At the HLTH 2025 conference held at the Venetian Resort in Las Vegas, artificial intelligence (AI) dominated nearly every corner of the show floor. Startups offered agentic-AI solutions with bold claims like “Your data. Our agents. Real outcomes,” and Big Tech giants such as OpenAI, Anthropic, Google, and Microsoft loomed large both in booths and panels. At the same time, a palpable sense of fatigue and skepticism was growing among attendees as the hype began to feel repetitive and many questioned the real-world readiness of these solutions.
Despite the buzz, the sheer volume of “AI solutions for everything” left many healthcare professionals unimpressed. One health-system executive, speaking anonymously, remarked: “Everyone is framing themselves as the most generic, enterprise-wide agentic AI solution. It makes me want to vomit.” The core complaint: many offerings lacked clear evidence of delivering meaningful results today rather than promises of future outcomes.
Investment activity at the conference offered another side of the story: while digital-health funding remained robust — for instance, startups raised about $6.4 billion in the first half of 2025, with 62% going to AI companies — there was increasing unease about market saturation, competitive pressure from established players, and whether the ROI would materialize. Incumbent companies such as Epic Systems (which plans its own AI tools) and large AI platforms entering healthcare added to startup unease.
Amid the spectacle and hype, the conference also pointed to a shifting mindset: a clearer focus on responsible AI in healthcare. Panels highlighted the need for safety, validation, and trust-worthiness: for example, organisations launching benchmarking of mental-health chatbots and cardiovascular-AI validation labs. The takeaway: as AI cements its place in healthcare, the field is moving from “can we do this?” to “how must we do this safely and effectively?”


## What is needed
Write the records below out again word for word, with the pictures removed.

+---+

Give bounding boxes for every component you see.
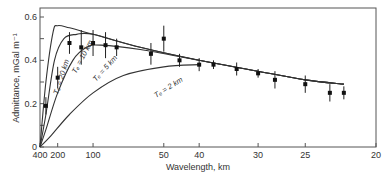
data-point xyxy=(342,91,346,95)
x-tick-label: 100 xyxy=(86,150,101,160)
x-tick-label: 50 xyxy=(159,150,169,160)
x-axis-label: Wavelength, km xyxy=(166,162,230,172)
y-axis-label: Admittance, mGal m⁻¹ xyxy=(11,33,21,123)
data-point xyxy=(273,78,277,82)
data-point xyxy=(104,43,108,47)
x-tick-label: 40 xyxy=(194,150,204,160)
x-tick-label: 30 xyxy=(253,150,263,160)
data-point xyxy=(235,67,239,71)
curve-te-5-km xyxy=(40,45,344,147)
data-point xyxy=(328,91,332,95)
x-tick-label: 20 xyxy=(371,150,381,160)
data-point xyxy=(303,82,307,86)
x-tick-label: 25 xyxy=(300,150,310,160)
data-point xyxy=(162,37,166,41)
y-tick-label: 0.6 xyxy=(24,12,37,22)
data-point xyxy=(178,58,182,62)
data-point xyxy=(44,104,48,108)
data-point xyxy=(67,41,71,45)
x-tick-label: 400 xyxy=(32,150,47,160)
y-tick-label: 0.4 xyxy=(24,55,37,65)
y-tick-label: 0.2 xyxy=(24,99,37,109)
curve-label: Tₑ = 2 km xyxy=(152,75,184,100)
x-tick-label: 200 xyxy=(50,150,65,160)
data-point xyxy=(211,63,215,67)
data-point xyxy=(256,71,260,75)
admittance-chart: 00.20.40.64002001005040302520Wavelength,… xyxy=(0,0,389,176)
data-point xyxy=(197,63,201,67)
data-point xyxy=(115,45,119,49)
data-point xyxy=(149,52,153,56)
curve-label: Tₑ = 20 km xyxy=(51,58,71,95)
curve-label: Tₑ = 10 km xyxy=(70,39,95,75)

+---+

## Solution to this exercise
Give bounding boxes for every component you see.
data-point xyxy=(342,91,346,95)
x-tick-label: 100 xyxy=(86,150,101,160)
x-tick-label: 50 xyxy=(159,150,169,160)
x-axis-label: Wavelength, km xyxy=(166,162,230,172)
y-axis-label: Admittance, mGal m⁻¹ xyxy=(11,33,21,123)
data-point xyxy=(273,78,277,82)
data-point xyxy=(104,43,108,47)
x-tick-label: 40 xyxy=(194,150,204,160)
x-tick-label: 30 xyxy=(253,150,263,160)
data-point xyxy=(235,67,239,71)
curve-te-5-km xyxy=(40,45,344,147)
data-point xyxy=(328,91,332,95)
x-tick-label: 20 xyxy=(371,150,381,160)
data-point xyxy=(303,82,307,86)
x-tick-label: 25 xyxy=(300,150,310,160)
data-point xyxy=(162,37,166,41)
y-tick-label: 0.6 xyxy=(24,12,37,22)
data-point xyxy=(178,58,182,62)
data-point xyxy=(44,104,48,108)
data-point xyxy=(67,41,71,45)
x-tick-label: 400 xyxy=(32,150,47,160)
y-tick-label: 0.4 xyxy=(24,55,37,65)
y-tick-label: 0.2 xyxy=(24,99,37,109)
curve-label: Tₑ = 2 km xyxy=(152,75,184,100)
x-tick-label: 200 xyxy=(50,150,65,160)
data-point xyxy=(211,63,215,67)
data-point xyxy=(256,71,260,75)
admittance-chart: 00.20.40.64002001005040302520Wavelength,… xyxy=(0,0,389,176)
data-point xyxy=(197,63,201,67)
data-point xyxy=(115,45,119,49)
data-point xyxy=(149,52,153,56)
curve-label: Tₑ = 20 km xyxy=(51,58,71,95)
curve-label: Tₑ = 10 km xyxy=(70,39,95,75)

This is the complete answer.